That was probably the best system I'd seen, but I can't remember what site it was.
they did away with that.
1) Opt-in, Opt-survey, Opt-out is the only ternary to build trust. Survey is an active validator of trust and assists in low-bandwith communication. Question should be presented to the end user the first time using it or the next time the application starts and this feature was added.
2) Provide the exact analytical information you want to the end user so they can parse it too. The means to self-evaluate allowed information to be shared with providing the reports or views improves trust.
3) Known privilege to trust leads to more consent. Having priority support with features and bugs could be aligned with those that Opt-in. Analytical history / performance may assisting in solving the recent bug that was reporter.
Apple, Microsoft, Google, and all apply ambiguity to their analytical sharing without details, not how they use it and can abuse it. Most don't even provide an Opt-out. I don't trust these organizations but I must engage with them through my life. I don't have to use Facebook or Twitter and don't. I accept the Steam survey.
RFC with an agreed upon analytical standard could be step to solving the latch of analytical information the open source community would benefit from. Both parties consenting to agreed upon communication.
*My Point of View; meta data is still personal data. Without the user the data and the meta data would not existing. Since the end user is the entropy to meta data they own the meta and the data.
The only way I see moving forward would be community driven effort to build the trust through said means and or other ideas. This not an easy problem to solve and would take time.
*Even the USA agencies like the CDC and FBI must utilize bias data for the decision making since not all states and organizations self-report.
Not sure what bias it adds
Like
"hey, we make this app, and we care about privacy, here is the information we have gathered over your usage for the past month, can we send this to ourselves, so that we can use it to improve the app?"
And then show human readable form of what data was collected.
Seems to me like a great implementation.
It’s very easy to confuse ‘loud protest from a small minority’ and the majority opinion. If a plurality of users chose to participate in an analytics program when asked and don’t care to protest phone-home activities when they’re discovered, then that’s where the majority opinion likely lies.
You could unbias the data by including the metric determining how long did it took them to click "Ok" and whether they actually reviewed the data before agreeing.
I have an incentive to see if the Linux desktop share has increased, so I usually run the survey for them to get my data point in. I also suppose the "gamer" crowed likes to show off how powerful their "rig" is, so I would imagine they commonly also run the survey for that reason as well.
Why? I don't think that's obvious. It may also be related to the way the opt-in is presented. In general, I would expect this to be a workable solution. Even if the opt-in group deviates from the "typical user", it's the best data you can get in an honest and ethically sound way. This should certainly be better than no data at all?
For any website/app that presents an opt-in cookie consent banner this is implicitly already the case.
Hardly. It just has some issues with regards to what you also pointed out, bias for one. But it still provides valuable insight into usage patterns, systemic issues, and enables tracking effects of developments over time. Correcting the bias is not a bigger task than it is now - I'm sure you already have an idea about feedback to different features according to reviews, user reports, discussions, and so on. Opt-in is the same, just much better.
I provide telemetry data to KDE, because they default to collecting none, and KDE is an open-source and transparent project that I'd like to help if I can. If I used your app, I would be likely to click yes, since it's open-source. Part of the problem I have with projects collecting user data is the dark patterns used or the illegal opt-out mechanism, which will make me decline sending telemetry every time, or even make me ditch it for an alternative. An app that asks:
Can we collect some anonymized data in order to improve the app?
[Yes] [No]
...with equal weight given to both options, is much more likely to have me click Yes if none of the buttons are big and blue whilst the other choice is in a smaller font and "tucked away" underneath the other (or worse, in a corner or hidden behind a sub-menu).Plus, I would think that SOME data would be better than NO data, even if there's an inherent bias leaning towards privacy-minded/power users.
The GDPR only applies to personal data. You can collect things like performance data without opt-in (or even an opt-out option) as long as you are careful to not collect any data that can be used to identify an individual, so no unique device IDs or anything like that. Of course, you should be transparent about what you collect. You also have to be careful about combinations of data points that may be innocuous on their own but can be used to identify a person when combined with other data points.
Opt-in makes the data useless - not just in terms of the huge drop in quantity but because of the fact it introduces a huge bias in the data selected - the people that would opt-in are probably not a good sample of "typical users".
Opt-out - no matter what safeguards or assurances I could provide is unacceptable to a subset of users and they will forcefully communicate this to you.
Don't get me wrong - I understand both the ease at which bad actors abuse telemetry and the ease in which "anonymous data" can prove to be nothing of the kind in a multitude of surprising ways.
But it's hard not to feel a little sad in a "this is why we can't have nice things" kind of way.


**PROMPT:** Each line that contains the word "adults" counts once; give the total for the records below and nothing else.

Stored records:
··········

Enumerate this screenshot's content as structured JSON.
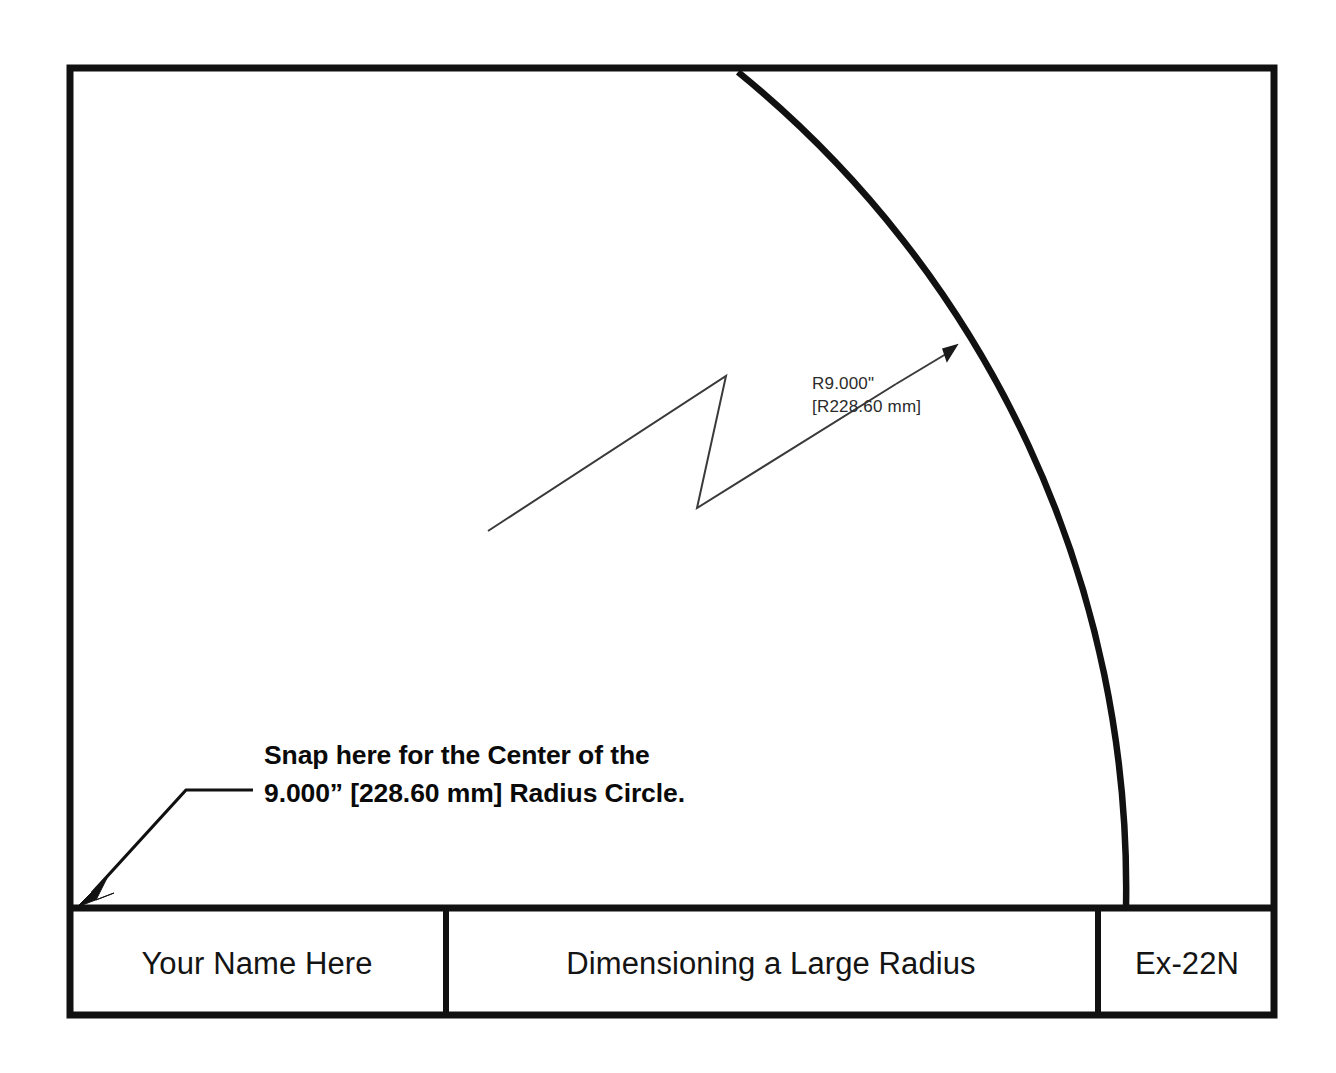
{
  "sheet": {
    "background_color": "#ffffff",
    "line_color": "#111111"
  },
  "drawing": {
    "dimension_callout": {
      "line1": "R9.000\"",
      "line2": "[R228.60 mm]"
    },
    "note": {
      "line1": "Snap here for the Center of the",
      "line2": "9.000” [228.60 mm] Radius Circle."
    }
  },
  "title_block": {
    "name": "Your Name Here",
    "title": "Dimensioning a Large Radius",
    "number": "Ex-22N"
  }
}
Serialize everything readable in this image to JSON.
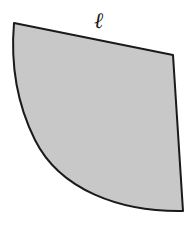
{
  "diagram": {
    "type": "geometric-figure",
    "shape": {
      "fill_color": "#c8c8c8",
      "stroke_color": "#1a1a1a",
      "vertices": {
        "top_left": [
          14,
          23
        ],
        "top_right": [
          173,
          55
        ],
        "bottom_right": [
          183,
          211
        ]
      }
    },
    "labels": {
      "top_edge": "ℓ"
    }
  }
}
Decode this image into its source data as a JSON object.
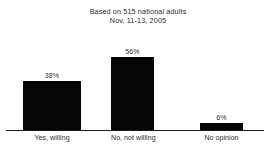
{
  "header": {
    "line1": "Based on 515 national adults",
    "line2": "Nov. 11-13, 2005"
  },
  "chart_data": {
    "type": "bar",
    "title": "Based on 515 national adults",
    "subtitle": "Nov. 11-13, 2005",
    "categories": [
      "Yes, willing",
      "No, not willing",
      "No opinion"
    ],
    "values": [
      38,
      56,
      6
    ],
    "data_labels": [
      "38%",
      "56%",
      "6%"
    ],
    "xlabel": "",
    "ylabel": "",
    "ylim": [
      0,
      70
    ],
    "grid": false,
    "legend": false,
    "bar_color": "#050505",
    "background_color": "#ffffff",
    "text_color": "#2b2b2b"
  }
}
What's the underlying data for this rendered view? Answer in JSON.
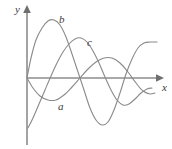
{
  "figure": {
    "title": "",
    "background_color": "#ffffff",
    "axis_color": "#8c8c8c",
    "curve_color": "#8a8a8a",
    "label_color": "#3a3a3a"
  },
  "axes": {
    "x_label": "x",
    "y_label": "y",
    "origin": {
      "x": 27,
      "y": 78
    },
    "x_axis": {
      "start_x": 27,
      "end_x": 163,
      "y": 78,
      "arrow": "right"
    },
    "y_axis": {
      "x": 27,
      "start_y": 145,
      "end_y": 8,
      "arrow": "up"
    }
  },
  "chart_data": {
    "type": "line",
    "title": "",
    "xlabel": "x",
    "ylabel": "y",
    "grid": false,
    "legend": "inline-curve-labels",
    "xlim": [
      0,
      1
    ],
    "ylim": [
      -1,
      1
    ],
    "series": [
      {
        "name": "a",
        "label": "a",
        "label_position": {
          "x": 62,
          "y": 107
        },
        "description": "sine-like curve starting at the origin, first dipping below the x-axis, then rising to a positive hump and decaying toward the right",
        "points_px": [
          [
            27,
            78
          ],
          [
            33,
            88
          ],
          [
            40,
            96
          ],
          [
            48,
            100
          ],
          [
            56,
            100
          ],
          [
            64,
            95
          ],
          [
            72,
            87
          ],
          [
            80,
            78
          ],
          [
            88,
            69
          ],
          [
            96,
            62
          ],
          [
            104,
            58
          ],
          [
            112,
            58
          ],
          [
            120,
            63
          ],
          [
            128,
            72
          ],
          [
            136,
            83
          ],
          [
            143,
            91
          ],
          [
            150,
            94
          ],
          [
            155,
            93
          ]
        ]
      },
      {
        "name": "b",
        "label": "b",
        "label_position": {
          "x": 62,
          "y": 20
        },
        "description": "large-amplitude sine-like curve starting at the origin, rising to a tall first crest, falling to a deep trough, then rising and flattening at a high plateau on the right",
        "points_px": [
          [
            27,
            78
          ],
          [
            31,
            58
          ],
          [
            36,
            40
          ],
          [
            42,
            28
          ],
          [
            48,
            21
          ],
          [
            54,
            20
          ],
          [
            60,
            25
          ],
          [
            66,
            37
          ],
          [
            72,
            54
          ],
          [
            78,
            72
          ],
          [
            84,
            90
          ],
          [
            90,
            108
          ],
          [
            96,
            120
          ],
          [
            102,
            125
          ],
          [
            108,
            122
          ],
          [
            114,
            110
          ],
          [
            120,
            93
          ],
          [
            126,
            74
          ],
          [
            132,
            59
          ],
          [
            138,
            48
          ],
          [
            144,
            43
          ],
          [
            150,
            42
          ],
          [
            157,
            42
          ]
        ]
      },
      {
        "name": "c",
        "label": "c",
        "label_position": {
          "x": 90,
          "y": 43
        },
        "description": "sine-like curve starting low at the left below the axis, rising across the origin region to a crest, falling to a trough and rising again toward the right",
        "points_px": [
          [
            28,
            128
          ],
          [
            33,
            118
          ],
          [
            39,
            104
          ],
          [
            45,
            90
          ],
          [
            51,
            76
          ],
          [
            57,
            63
          ],
          [
            63,
            52
          ],
          [
            69,
            44
          ],
          [
            75,
            39
          ],
          [
            81,
            38
          ],
          [
            87,
            42
          ],
          [
            93,
            51
          ],
          [
            99,
            63
          ],
          [
            105,
            77
          ],
          [
            111,
            90
          ],
          [
            117,
            100
          ],
          [
            123,
            105
          ],
          [
            129,
            104
          ],
          [
            135,
            99
          ],
          [
            141,
            93
          ],
          [
            147,
            89
          ],
          [
            152,
            88
          ]
        ]
      }
    ]
  },
  "curve_labels": {
    "a": "a",
    "b": "b",
    "c": "c"
  }
}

··········

**OUTPUT OF THE EXERCISE:** 2